Singing Shows My Generation For Young Songbirds, But Not All Try To Bring Them Down


A white-crowned sparrow. Older male white-crowned sparrows are less intimidated by young males. (Photo: Gary Kramer,U.S. Fish and Wildlife Service)

Male white-crowned sparrows don’t care that youth is wasted on the young. In fact, the songbirds aren’t intimidated by territory-encroaching youngsters – mostly because females prefer more experienced mates.

Researchers at Ohio State University found that older, more mature, male white-crowned sparrows aren’t as aggressive towards younger males singing on their turf. The study, published this month in Biology Letters online, also demonstrated that two males of the same age are more likely to spar over a mate or nesting territory.

Male white-crowned sparrows assess the threat level of a rival based on their age, which is determined by his singing, explains Angelika Poesel, lead author of the study and curator of Ohio State University's Borror Laboratory of Bioacoustics and the tetrapod division. Poesel, along with Douglas Nelson, associate professor of evolution, ecology and organismal biology at Ohio State and director of the Borror Lab, conducted the study in a migratory population of white-crowned sparrows in a state park in Bandon, OR, from 2008-2011.


(Photo: Douglas Nelson, Ohio State University)

“It was a classic playback experiment,” Poesel says. “We knew where a male would hang out, so we would simulate an intruder or new neighbor using a stereo and we would play the either a repertoire or one song.”

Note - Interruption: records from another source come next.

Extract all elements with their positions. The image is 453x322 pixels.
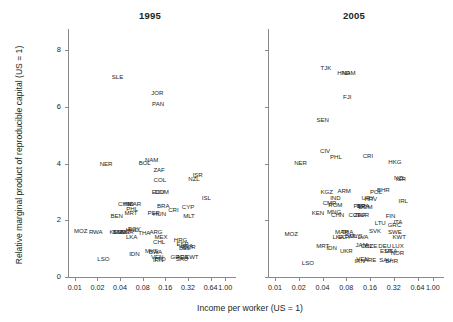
data-point-label: NAM (145, 157, 158, 163)
y-tick-label-8: 8 (43, 45, 61, 54)
x-tick-1995-0.32 (188, 278, 189, 281)
x-tick-1995-0.01 (75, 278, 76, 281)
data-point-label: BEN (110, 213, 122, 219)
data-point-label: ISL (202, 195, 211, 201)
data-point-label: CRI (363, 153, 373, 159)
data-point-label: NOR (182, 244, 195, 250)
data-point-label: IDN (129, 251, 139, 257)
data-point-label: MLT (183, 213, 195, 219)
data-point-label: RWA (89, 229, 103, 235)
data-point-label: CYP (182, 204, 194, 210)
data-point-label: NER (100, 161, 113, 167)
data-point-label: SLE (112, 74, 123, 80)
x-tick-2005-0.08 (346, 278, 347, 281)
x-tick-2005-0.01 (275, 278, 276, 281)
data-point-label: MOZ (285, 231, 298, 237)
data-point-label: IRL (398, 198, 407, 204)
data-point-label: SEN (316, 116, 328, 122)
data-point-label: CZE (365, 243, 377, 249)
data-point-label: KWT (185, 254, 198, 260)
x-tick-1995-0.04 (120, 278, 121, 281)
y-tick-1995-8 (65, 50, 68, 51)
data-point-label: COL (154, 177, 166, 183)
x-tick-label-1995-1.00: 1.00 (211, 283, 239, 292)
data-point-label: CHL (153, 239, 165, 245)
y-tick-label-6: 6 (43, 102, 61, 111)
y-tick-1995-6 (65, 107, 68, 108)
panel-title-1995: 1995 (68, 10, 232, 21)
data-point-label: KEN (312, 210, 324, 216)
data-point-label: HUN (153, 211, 166, 217)
data-point-label: TUR (357, 212, 369, 218)
y-axis-label: Relative marginal product of reproducibl… (14, 33, 24, 277)
x-axis-label: Income per worker (US = 1) (100, 303, 400, 313)
data-point-label: DOM (155, 189, 169, 195)
data-point-label: ARE (364, 257, 376, 263)
data-point-label: IDN (326, 245, 336, 251)
y-tick-label-4: 4 (43, 159, 61, 168)
x-tick-2005-0.64 (418, 278, 419, 281)
y-tick-1995-2 (65, 220, 68, 221)
y-tick-2005-2 (265, 220, 268, 221)
data-point-label: PAN (152, 101, 164, 107)
data-point-label: HKG (388, 159, 401, 165)
data-point-label: ROM (328, 202, 342, 208)
y-tick-1995-4 (65, 164, 68, 165)
data-point-label: PHL (330, 154, 342, 160)
x-tick-1995-0.16 (165, 278, 166, 281)
x-tick-2005-0.02 (299, 278, 300, 281)
data-point-label: SVK (369, 228, 381, 234)
y-axis-line-1995 (68, 29, 69, 278)
x-tick-1995-0.02 (97, 278, 98, 281)
x-tick-2005-0.32 (394, 278, 395, 281)
data-point-label: NOR (391, 250, 404, 256)
y-axis-line-2005 (268, 29, 269, 278)
data-point-label: LTU (375, 219, 386, 225)
y-tick-label-0: 0 (43, 272, 61, 281)
data-point-label: CHN (331, 212, 344, 218)
figure-scatter-plot: Relative marginal product of reproducibl… (0, 0, 453, 322)
x-tick-1995-0.64 (211, 278, 212, 281)
data-point-label: ZAF (153, 167, 164, 173)
data-point-label: MRT (125, 210, 138, 216)
data-point-label: LSO (97, 256, 109, 262)
data-point-label: BHR (385, 257, 398, 263)
data-point-label: LSO (302, 260, 314, 266)
x-tick-2005-1.00 (433, 278, 434, 281)
y-tick-2005-6 (265, 107, 268, 108)
panel-title-2005: 2005 (268, 10, 440, 21)
data-point-label: BHR (377, 187, 390, 193)
x-tick-1995-1.00 (225, 278, 226, 281)
data-point-label: NAM (342, 70, 355, 76)
data-point-label: NER (294, 160, 307, 166)
y-tick-2005-0 (265, 277, 268, 278)
y-tick-1995-0 (65, 277, 68, 278)
x-tick-1995-0.08 (143, 278, 144, 281)
data-point-label: JOR (151, 90, 163, 96)
data-point-label: LVA (358, 234, 368, 240)
y-tick-2005-4 (265, 164, 268, 165)
data-point-label: MOZ (74, 228, 87, 234)
data-point-label: UKR (340, 248, 353, 254)
y-tick-label-2: 2 (43, 215, 61, 224)
x-tick-label-2005-1.00: 1.00 (419, 283, 447, 292)
data-point-label: CRI (168, 207, 178, 213)
data-point-label: ISR (396, 176, 406, 182)
data-point-label: LKA (126, 234, 137, 240)
data-point-label: NZL (188, 176, 199, 182)
data-point-label: FJI (343, 94, 351, 100)
x-tick-2005-0.16 (370, 278, 371, 281)
x-tick-2005-0.04 (323, 278, 324, 281)
data-point-label: CIV (320, 148, 330, 154)
data-point-label: TJK (321, 65, 332, 71)
y-tick-2005-8 (265, 50, 268, 51)
data-point-label: IRN (153, 257, 163, 263)
data-point-label: KWT (393, 234, 406, 240)
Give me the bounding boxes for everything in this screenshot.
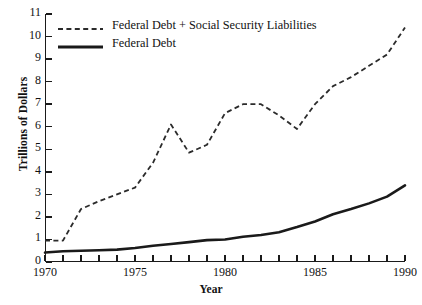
x-axis-tick-label: 1980: [213, 266, 237, 278]
y-axis-tick-label: 9: [35, 51, 41, 63]
plot-area: 01234567891011 19701975198019851990 Fede…: [45, 14, 405, 262]
series-line-federal-debt: [45, 185, 405, 252]
y-axis-tick-label: 8: [35, 74, 41, 86]
y-axis-title: Trillions of Dollars: [17, 44, 29, 204]
x-axis-tick-label: 1975: [123, 266, 147, 278]
legend-label-federal-debt-plus-social-security: Federal Debt + Social Security Liabiliti…: [112, 19, 317, 31]
chart-figure: Trillions of Dollars 01234567891011 1970…: [0, 0, 422, 305]
legend-swatch-solid-icon: [58, 38, 103, 48]
x-axis-tick-label: 1990: [393, 266, 417, 278]
chart-legend: Federal Debt + Social Security Liabiliti…: [58, 16, 378, 52]
y-axis-tick-label: 5: [35, 141, 41, 153]
legend-label-federal-debt: Federal Debt: [112, 37, 176, 49]
solid-line-icon: [58, 42, 103, 52]
dashed-line-icon: [58, 24, 103, 34]
y-axis-tick-label: 1: [35, 231, 41, 243]
y-axis-tick-label: 11: [29, 6, 41, 18]
y-axis-tick-label: 3: [35, 186, 41, 198]
y-axis-tick-label: 7: [35, 96, 41, 108]
legend-swatch-dashed-icon: [58, 20, 103, 30]
legend-item-federal-debt-plus-social-security: Federal Debt + Social Security Liabiliti…: [58, 16, 378, 34]
x-axis-title: Year: [0, 283, 422, 295]
legend-item-federal-debt: Federal Debt: [58, 34, 378, 52]
y-axis-tick-label: 10: [29, 29, 41, 41]
x-axis-tick-label: 1985: [303, 266, 327, 278]
x-axis-tick-label: 1970: [33, 266, 57, 278]
y-axis-tick-label: 4: [35, 164, 41, 176]
y-axis-tick-label: 2: [35, 209, 41, 221]
y-axis-tick-label: 6: [35, 119, 41, 131]
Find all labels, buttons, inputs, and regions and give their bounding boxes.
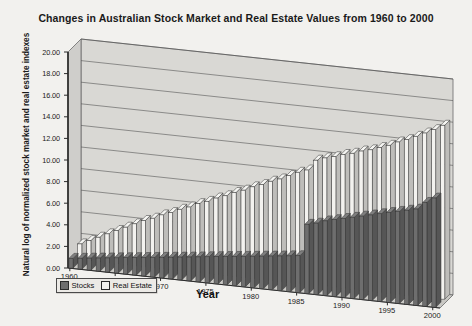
bar-stocks[interactable] [160,252,169,278]
bar-stocks[interactable] [296,251,305,293]
bar-stocks[interactable] [269,251,278,289]
y-axis-tick-label: 12.00 [26,134,60,143]
legend-item-real-estate: Real Estate [101,281,152,290]
bar-stocks[interactable] [314,218,323,294]
legend-swatch-stocks-icon [60,281,69,290]
bar-stocks[interactable] [305,219,314,293]
y-axis-tick-label: 0.00 [26,264,60,273]
x-axis-tick-label: 1980 [242,292,259,301]
bar-real-estate[interactable] [441,120,450,299]
bar-stocks[interactable] [205,252,214,283]
bar-stocks[interactable] [432,193,441,307]
y-axis-tick-label: 8.00 [26,177,60,186]
chart-root: Changes in Australian Stock Market and R… [0,0,472,326]
y-axis-tick-label: 4.00 [26,220,60,229]
bar-stocks[interactable] [169,252,178,279]
bar-stocks[interactable] [332,215,341,297]
bar-stocks[interactable] [405,205,414,304]
bar-stocks[interactable] [151,252,160,276]
bar-stocks[interactable] [350,212,359,298]
legend-swatch-real-estate-icon [101,281,110,290]
chart-legend: Stocks Real Estate [56,278,157,293]
bar-stocks[interactable] [377,209,386,301]
legend-item-stocks: Stocks [60,281,94,290]
bar-stocks[interactable] [368,210,377,300]
x-axis-tick-label: 2000 [424,311,441,320]
bar-stocks[interactable] [386,208,395,303]
legend-label-real-estate: Real Estate [113,281,152,290]
y-axis-tick-label: 20.00 [26,48,60,57]
y-axis-tick-label: 16.00 [26,91,60,100]
bar-stocks[interactable] [278,251,287,291]
x-axis-title: Year [196,288,219,300]
bar-stocks[interactable] [250,251,259,287]
x-axis-tick-label: 1995 [378,306,395,315]
bar-stocks[interactable] [423,197,432,306]
bar-stocks[interactable] [196,252,205,282]
y-axis-tick-label: 10.00 [26,156,60,165]
bar-stocks[interactable] [341,214,350,298]
x-axis-tick-label: 1990 [333,301,350,310]
bar-stocks[interactable] [214,252,223,284]
bar-stocks[interactable] [232,251,241,285]
bar-stocks[interactable] [132,253,141,275]
y-axis-tick-label: 18.00 [26,69,60,78]
bar-stocks[interactable] [178,252,187,280]
bar-stocks[interactable] [223,252,232,285]
bar-stocks[interactable] [414,204,423,305]
y-axis-tick-label: 2.00 [26,242,60,251]
bar-stocks[interactable] [396,206,405,303]
y-axis-tick-label: 6.00 [26,199,60,208]
legend-label-stocks: Stocks [72,281,95,290]
plot-left-wall [68,39,81,268]
bar-stocks[interactable] [359,211,368,299]
bar-stocks[interactable] [187,252,196,281]
bar-stocks[interactable] [287,251,296,292]
bar-stocks[interactable] [241,251,250,286]
x-axis-tick-label: 1985 [288,297,305,306]
bar-stocks[interactable] [259,251,268,288]
y-axis-tick-label: 14.00 [26,112,60,121]
bar-stocks[interactable] [141,253,150,276]
bar-stocks[interactable] [323,216,332,296]
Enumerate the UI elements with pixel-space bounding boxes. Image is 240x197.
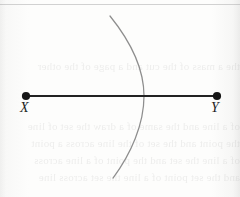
point-label-x: X: [20, 101, 29, 115]
endpoint-dot-y: [213, 92, 221, 100]
endpoint-dot-x: [22, 92, 30, 100]
diagram-canvas: [0, 0, 240, 197]
point-label-y: Y: [211, 101, 219, 115]
geometry-figure: the a mass of the cut and a page of the …: [0, 0, 240, 197]
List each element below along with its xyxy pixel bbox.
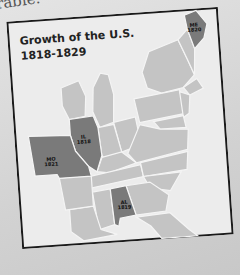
- label-maine: ME 1820: [187, 22, 202, 33]
- label-year: 1819: [117, 204, 131, 210]
- label-year: 1820: [187, 27, 201, 33]
- label-missouri: MO 1821: [44, 156, 59, 167]
- label-year: 1818: [77, 139, 91, 145]
- label-illinois: IL 1818: [76, 134, 91, 145]
- label-year: 1821: [44, 161, 58, 167]
- label-alabama: AL 1819: [117, 199, 132, 210]
- arkansas: [59, 174, 93, 210]
- growth-map: Growth of the U.S. 1818-1829 ME 1820 IL …: [6, 7, 233, 249]
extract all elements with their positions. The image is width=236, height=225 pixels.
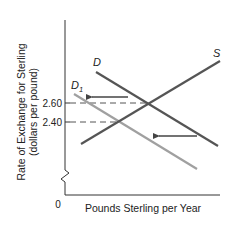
axis-break-icon xyxy=(61,170,69,182)
exchange-rate-chart: 2.60 2.40 0 Pounds Sterling per Year Rat… xyxy=(0,0,236,225)
y-axis-sublabel: (dollars per pound) xyxy=(27,68,39,156)
y-axis-label: Rate of Exchange for Sterling xyxy=(15,43,27,180)
curve-label-s: S xyxy=(213,47,221,59)
curve-label-d: D xyxy=(93,56,101,68)
y-tick-label: 2.40 xyxy=(43,117,63,128)
origin-label: 0 xyxy=(55,199,61,210)
curve-label-d1: D1 xyxy=(71,79,83,94)
y-tick-label: 2.60 xyxy=(43,98,63,109)
y-axis xyxy=(61,20,70,195)
demand-curve-d xyxy=(96,72,218,146)
demand-curve-d1 xyxy=(74,94,197,169)
x-axis-label: Pounds Sterling per Year xyxy=(85,202,202,214)
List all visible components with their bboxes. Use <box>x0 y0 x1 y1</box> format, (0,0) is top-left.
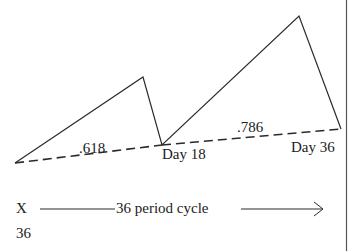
ratio-786-label: .786 <box>237 120 263 135</box>
day-18-label: Day 18 <box>162 147 206 162</box>
x-label: X <box>16 201 27 216</box>
day-36-label: Day 36 <box>291 140 335 155</box>
ratio-618-label: .618 <box>79 141 105 156</box>
x-value-label: 36 <box>16 226 31 241</box>
cycle-label: 36 period cycle <box>116 201 208 216</box>
cycle-diagram: .618 .786 Day 18 Day 36 X 36 period cycl… <box>0 0 359 251</box>
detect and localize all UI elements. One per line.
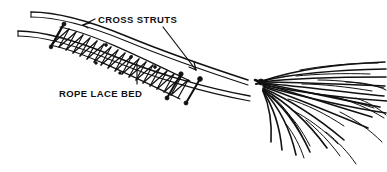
callout-leader-cross-struts-right — [163, 27, 196, 70]
label-rope-lace-bed: ROPE LACE BED — [59, 88, 142, 99]
brush-drag-illustration: CROSS STRUTS ROPE LACE BED — [0, 0, 387, 172]
label-cross-struts: CROSS STRUTS — [98, 14, 177, 25]
brush-drag-figure: CROSS STRUTS ROPE LACE BED — [0, 0, 387, 172]
brush-bundle — [262, 62, 387, 155]
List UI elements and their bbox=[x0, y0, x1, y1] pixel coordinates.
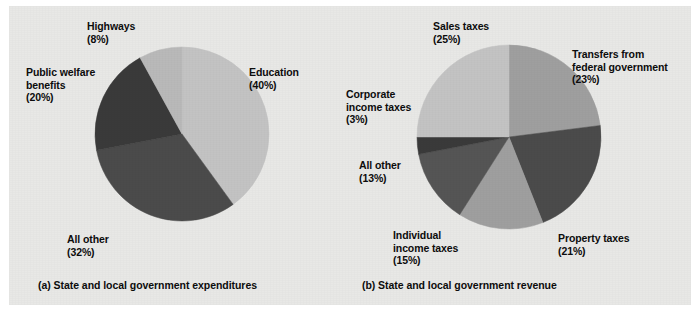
slice-label-transfers-pct: (23%) bbox=[572, 73, 668, 86]
slice-label-property-taxes: Property taxes (21%) bbox=[558, 232, 630, 257]
slice-label-public-welfare-name1: Public welfare bbox=[26, 66, 95, 79]
slice-label-individual-pct: (15%) bbox=[393, 254, 458, 267]
page-edge-top bbox=[0, 0, 700, 6]
slice-label-sales-taxes: Sales taxes (25%) bbox=[433, 20, 489, 45]
slice-label-education-pct: (40%) bbox=[249, 79, 299, 92]
caption-panel-b: (b) State and local government revenue bbox=[362, 279, 557, 291]
slice-label-all-other-a-pct: (32%) bbox=[67, 246, 109, 259]
slice-label-corporate-pct: (3%) bbox=[346, 113, 411, 126]
slice-label-sales-taxes-name: Sales taxes bbox=[433, 20, 489, 33]
slice-label-highways: Highways (8%) bbox=[87, 20, 135, 45]
slice-label-highways-name: Highways bbox=[87, 20, 135, 33]
pie-chart-expenditures bbox=[94, 46, 270, 222]
panel-expenditures: Highways (8%) Public welfare benefits (2… bbox=[9, 6, 350, 305]
slice-label-education: Education (40%) bbox=[249, 66, 299, 91]
slice-label-education-name: Education bbox=[249, 66, 299, 79]
slice-label-all-other-b-pct: (13%) bbox=[359, 172, 401, 185]
slice-label-all-other-a-name: All other bbox=[67, 233, 109, 246]
slice-label-corporate-name2: income taxes bbox=[346, 101, 411, 114]
slice-label-public-welfare-pct: (20%) bbox=[26, 91, 95, 104]
slice-label-individual-income-taxes: Individual income taxes (15%) bbox=[393, 229, 458, 267]
slice-label-transfers: Transfers from federal government (23%) bbox=[572, 48, 668, 86]
slice-label-public-welfare-name2: benefits bbox=[26, 79, 95, 92]
panel-revenue: Sales taxes (25%) Transfers from federal… bbox=[350, 6, 691, 305]
slice-label-public-welfare: Public welfare benefits (20%) bbox=[26, 66, 95, 104]
slice-label-highways-pct: (8%) bbox=[87, 33, 135, 46]
page-edge-bottom bbox=[0, 305, 700, 311]
figure-container: Highways (8%) Public welfare benefits (2… bbox=[0, 0, 700, 311]
slice-label-all-other-b-name: All other bbox=[359, 159, 401, 172]
caption-panel-a: (a) State and local government expenditu… bbox=[38, 279, 257, 291]
slice-label-transfers-name1: Transfers from bbox=[572, 48, 668, 61]
slice-label-individual-name2: income taxes bbox=[393, 242, 458, 255]
slice-label-all-other-a: All other (32%) bbox=[67, 233, 109, 258]
slice-label-individual-name1: Individual bbox=[393, 229, 458, 242]
slice-label-property-pct: (21%) bbox=[558, 245, 630, 258]
slice-label-sales-taxes-pct: (25%) bbox=[433, 33, 489, 46]
slice-label-all-other-b: All other (13%) bbox=[359, 159, 401, 184]
page-edge-right bbox=[691, 0, 700, 311]
page-edge-left bbox=[0, 0, 9, 311]
slice-label-corporate-name1: Corporate bbox=[346, 88, 411, 101]
slice-label-property-name: Property taxes bbox=[558, 232, 630, 245]
pie-slice bbox=[417, 45, 509, 137]
slice-label-transfers-name2: federal government bbox=[572, 61, 668, 74]
slice-label-corporate-income-taxes: Corporate income taxes (3%) bbox=[346, 88, 411, 126]
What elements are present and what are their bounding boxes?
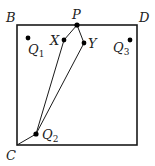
label-y: Y — [88, 36, 98, 51]
geometry-diagram: B D C P X Y Q1 Q3 Q2 — [0, 0, 155, 166]
point-p — [74, 22, 79, 27]
point-q1 — [26, 36, 31, 41]
label-x: X — [49, 33, 60, 48]
point-y — [82, 41, 87, 46]
label-p: P — [71, 7, 81, 22]
label-c: C — [6, 148, 16, 163]
label-q2: Q2 — [42, 127, 58, 144]
point-q2 — [33, 131, 38, 136]
point-x — [62, 38, 67, 43]
label-q3: Q3 — [113, 40, 130, 57]
label-d: D — [138, 10, 150, 25]
label-q1: Q1 — [28, 42, 44, 59]
segment-c-q2 — [17, 134, 36, 145]
label-b: B — [5, 10, 16, 25]
point-q3 — [128, 38, 133, 43]
segment-p-x — [64, 25, 77, 40]
segment-p-y — [77, 25, 84, 43]
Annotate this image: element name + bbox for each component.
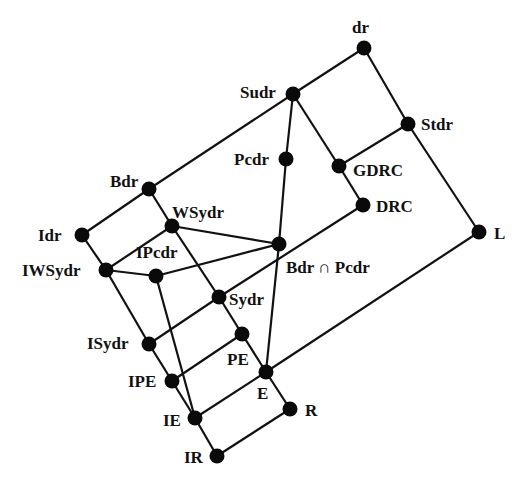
edge-wsydr-bdrpcdr	[172, 226, 279, 244]
node-sydr	[212, 290, 227, 305]
edge-sydr-isydr	[149, 297, 219, 344]
edge-bdr-idr	[82, 189, 149, 235]
edge-l-e	[266, 232, 479, 372]
node-ie	[188, 411, 203, 426]
node-label-r: R	[305, 401, 318, 420]
edge-dr-stdr	[364, 48, 408, 124]
edge-sudr-gdrc	[293, 94, 339, 166]
node-r	[283, 402, 298, 417]
node-label-pe: PE	[227, 350, 249, 369]
edge-dr-sudr	[293, 48, 364, 94]
node-label-isydr: ISydr	[87, 334, 129, 353]
node-isydr	[142, 337, 157, 352]
node-label-sydr: Sydr	[229, 290, 264, 309]
node-bdr	[142, 182, 157, 197]
node-label-wsydr: WSydr	[172, 203, 224, 222]
node-drc	[356, 198, 371, 213]
node-label-ie: IE	[163, 411, 181, 430]
node-e	[259, 365, 274, 380]
node-label-bdr: Bdr	[110, 172, 139, 191]
node-label-stdr: Stdr	[421, 115, 454, 134]
node-label-bdrpcdr: Bdr ∩ Pcdr	[286, 258, 370, 277]
node-label-ipcdr: IPcdr	[136, 243, 178, 262]
node-label-iwsydr: IWSydr	[22, 261, 81, 280]
edge-iwsydr-isydr	[106, 270, 149, 344]
node-pe	[235, 327, 250, 342]
edge-sudr-pcdr	[286, 94, 293, 159]
node-label-idr: Idr	[38, 226, 62, 245]
edge-iwsydr-ipcdr	[106, 270, 156, 276]
node-label-gdrc: GDRC	[353, 161, 403, 180]
node-gdrc	[332, 159, 347, 174]
node-label-l: L	[494, 224, 505, 243]
node-label-drc: DRC	[376, 197, 413, 216]
edge-stdr-l	[408, 124, 479, 232]
node-l	[472, 225, 487, 240]
node-ir	[210, 449, 225, 464]
node-ipe	[165, 374, 180, 389]
node-label-ipe: IPE	[128, 372, 156, 391]
node-dr	[357, 41, 372, 56]
node-label-pcdr: Pcdr	[234, 150, 269, 169]
edge-e-ie	[195, 372, 266, 418]
edge-stdr-gdrc	[339, 124, 408, 166]
edge-ipcdr-ie	[156, 276, 195, 418]
node-label-dr: dr	[352, 18, 369, 37]
node-ipcdr	[149, 269, 164, 284]
node-iwsydr	[99, 263, 114, 278]
node-bdrpcdr	[272, 237, 287, 252]
lattice-diagram: drSudrStdrPcdrGDRCBdrDRCWSydrIdrLBdr ∩ P…	[0, 0, 524, 487]
edge-drc-sydr	[219, 205, 363, 297]
node-label-sudr: Sudr	[240, 83, 276, 102]
edge-r-ir	[217, 409, 290, 456]
node-label-e: E	[257, 384, 268, 403]
node-pcdr	[279, 152, 294, 167]
node-sudr	[286, 87, 301, 102]
node-idr	[75, 228, 90, 243]
node-stdr	[401, 117, 416, 132]
edge-pcdr-bdrpcdr	[279, 159, 286, 244]
edge-sudr-bdr	[149, 94, 293, 189]
node-label-ir: IR	[184, 448, 204, 467]
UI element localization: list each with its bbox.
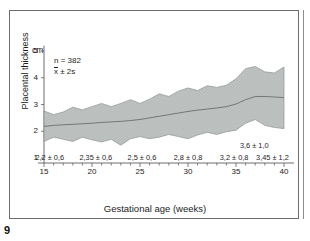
x-tick-label: 20 (82, 168, 102, 176)
page-number: 9 (4, 224, 10, 236)
value-annotation: 3,45 ± 1,2 (252, 154, 292, 162)
x-tick-label: 25 (130, 168, 150, 176)
chart-plot-area: cm Placental thickness Gestational age (… (10, 11, 300, 220)
confidence-band (44, 67, 284, 146)
y-tick-label: 5 (26, 47, 38, 55)
value-annotation: 2,5 ± 0,6 (122, 154, 162, 162)
x-tick-label: 15 (34, 168, 54, 176)
data-group (44, 67, 284, 146)
x-tick-label: 30 (178, 168, 198, 176)
value-annotation: 2,35 ± 0,6 (76, 154, 116, 162)
figure-frame: cm Placental thickness Gestational age (… (9, 10, 299, 219)
value-annotation: 3,6 ± 1,0 (234, 142, 274, 150)
x-tick-label: 40 (274, 168, 294, 176)
value-annotation: 3,2 ± 0,8 (214, 154, 254, 162)
y-tick-label: 2 (26, 127, 38, 135)
chart-svg (10, 11, 300, 220)
y-tick-label: 3 (26, 101, 38, 109)
page-edge-rule (303, 10, 304, 219)
x-axis-ticks (44, 163, 284, 167)
y-tick-label: 4 (26, 74, 38, 82)
value-annotation: 2,2 ± 0,6 (30, 154, 70, 162)
value-annotation: 2,8 ± 0,8 (168, 154, 208, 162)
x-tick-label: 35 (226, 168, 246, 176)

Male white-crowned sparrow use song to claim nesting territory and win mates, so males will often attack those singing in their territories. In some species, like the white-crowned sparrow, second-year males will differ in plumage from older birds. But a white-crowned sparrow’s singing will also differ with age. Males usually settle on one song later in life, switching between two tunes in their youth, Poesel explains. Therefore, a repertoire would signal younger males and a single song type would represent older males.

“We observed how the male would actually respond to these different species,” Poesel says. She and Nelson would observe how close a male would approach the speaker acting as a male rival, with a closer approach and singing being the more aggressive response.

This study is one of the first to suggesting birds will use song in addition to plumage to determine age.

“Whether this delayed song maturation actually means something to the receiver was what we studied,” Poesel adds.

Poesel and Nelson have been studying this population since 2005. In another study conducted with H. Lisle Gibbs and published in Behavioral Ecology online this month, younger males were shown to be less attractive to females.

“Older males have more experience, so they’ve already bred in that area before; they have high quality territory already with food resources,” Poesel says. “It’s really the experience of the older males that attracts mates.”